Teaching Shakespeare behind bars

ByKenna Bruner

Adam Lauver (PhDComm) volunteered to teach prison inmates in Denver to make a difference in their lives. To his surprise, the experience profoundly changed his view of himself as a teacher.

“These are folks who have made mistakes,” says Lauver, who now considers himself a prison activist and educator. “They’ve acknowledged that, and have regret, and now they want to improve themselves. Some of my best classroom experiences have been in the prison classroom.”

Adam teaching inmates.For nearly two years, Lauver has been teaching Shakespeare and creative writing to male inmates in the Denver Reception and Diagnostic Center, the intake facility for the state of Colorado. Lauver is a communication doctoral student and teaching assistant in the CMCI at Ƶ Boulder.

Lauver says the inmates are highly motivated and fully engaged in the material being presented.
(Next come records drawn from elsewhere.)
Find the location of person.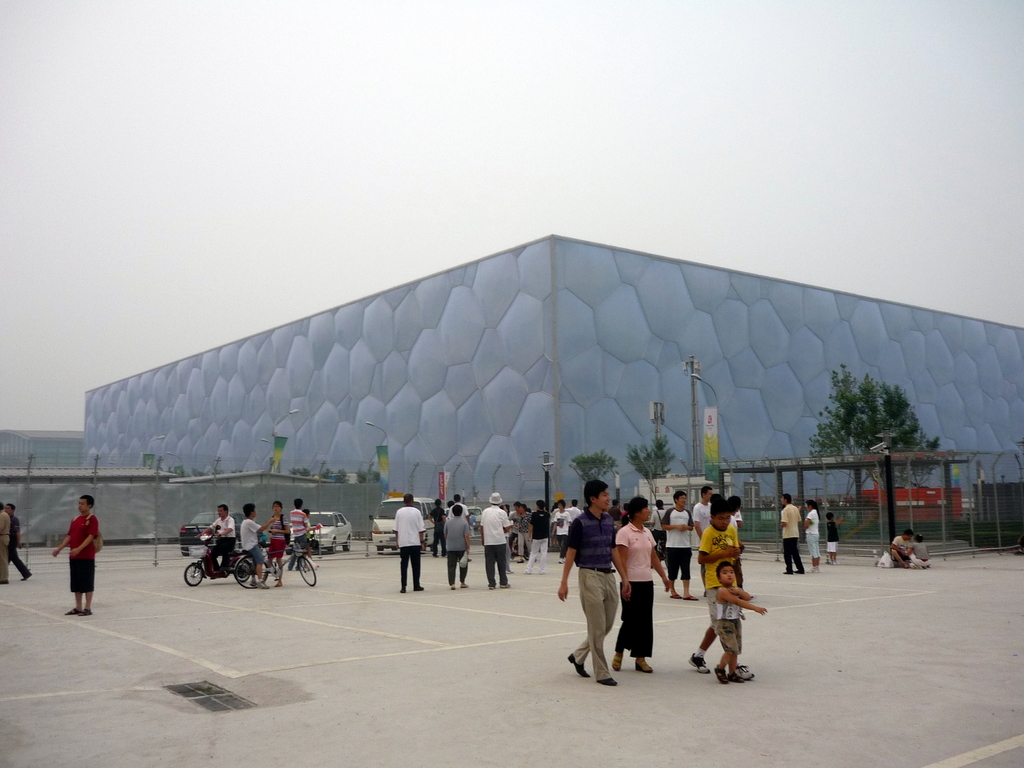
Location: x1=265, y1=499, x2=293, y2=583.
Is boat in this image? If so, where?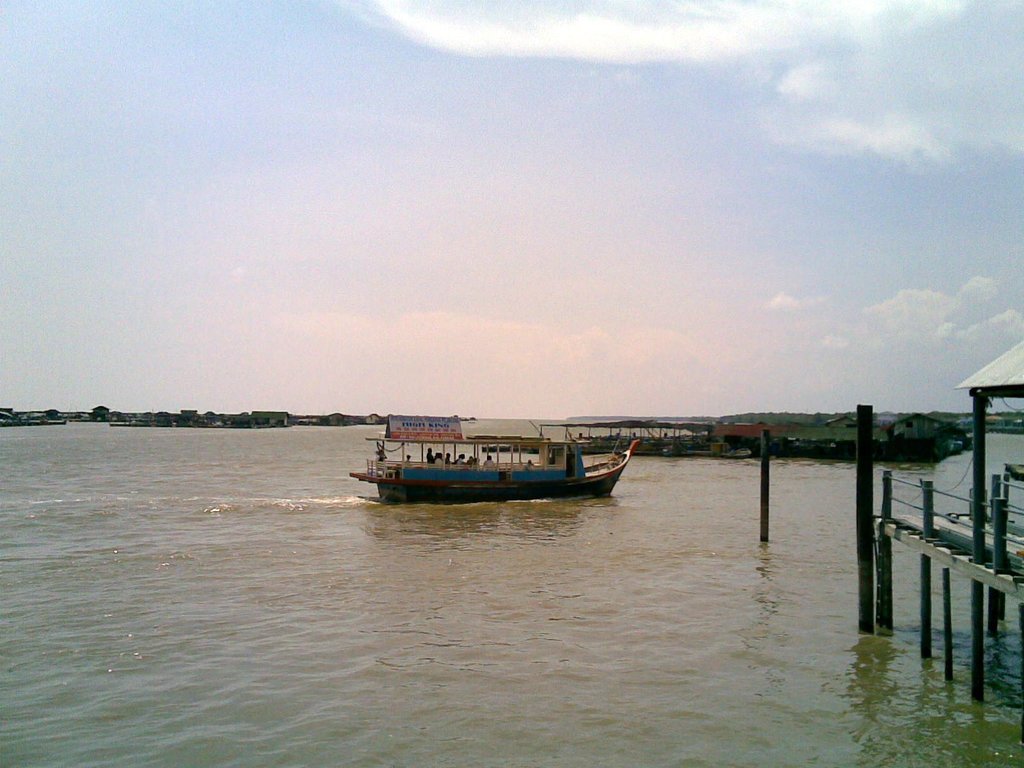
Yes, at Rect(351, 408, 655, 504).
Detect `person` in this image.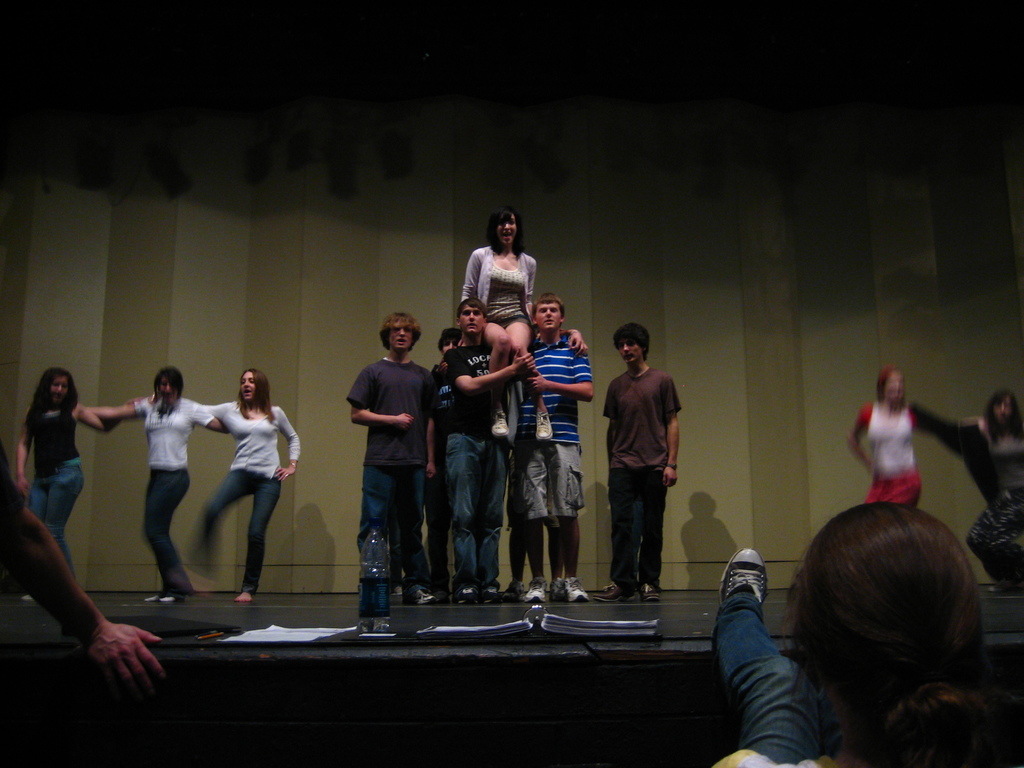
Detection: [847, 365, 928, 520].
During the eight-to-14-week run of the workshops, Lauver and co-facilitator Jeremy Make, a doctoral student at Ƶ Denver, meet weekly with six to 12 inmates. The format is like a graduate seminar with assigned readings and discussions. Topics have included dialogue and conflict in prisons, creative writing and public speaking, playwriting and forgiveness and communication in drama.

“The workshops are a way for them to express themselves and voice their experiences,” says Lauver. “We think of the workshops as a partnership between us and the inmates, where we can explore these topics together. We call the inmates our co-learners.”
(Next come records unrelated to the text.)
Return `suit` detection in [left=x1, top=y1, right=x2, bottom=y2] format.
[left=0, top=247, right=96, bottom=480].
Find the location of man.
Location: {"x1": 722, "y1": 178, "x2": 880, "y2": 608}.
He recalls a particularly gratifying session when he gavethe inmates graduate-level reading assignments on the works of philosophers, such as Jacques Derrida, Martin Buber and Emmanuel Levinas. Their classroom discussion that night focused on forgiveness and atonement, themes that hit home with the inmates. Many of them struggled with the reading assignments.

One inmate summed up the experience with this: “The big words swirled, but I hung in there.”

“The way we communicate informs everything,” Lauver says. “Communication isn’t just something that happens inside the world. It constitutes our world and social realities. And the whole purpose of prison is to shut down communication, isolate them and keep their voices from being heard.”

As a result of his experiences, Lauver is more focused in his commitment to communication activism and research for social justice. And while he plans to eventually teach communication at a university, teaching in a prison setting has become a given in his life. He would not have conceived of this prior to his work with inmates.

“This experience has taught me to be more compassionate in how I think about people who society deems are bad and without redemption,” he says. “Those distinctions have become blurred for me. There’s a kind of inspiration that comes from sitting with these guys and hearing about their lives that puts things into perspective.”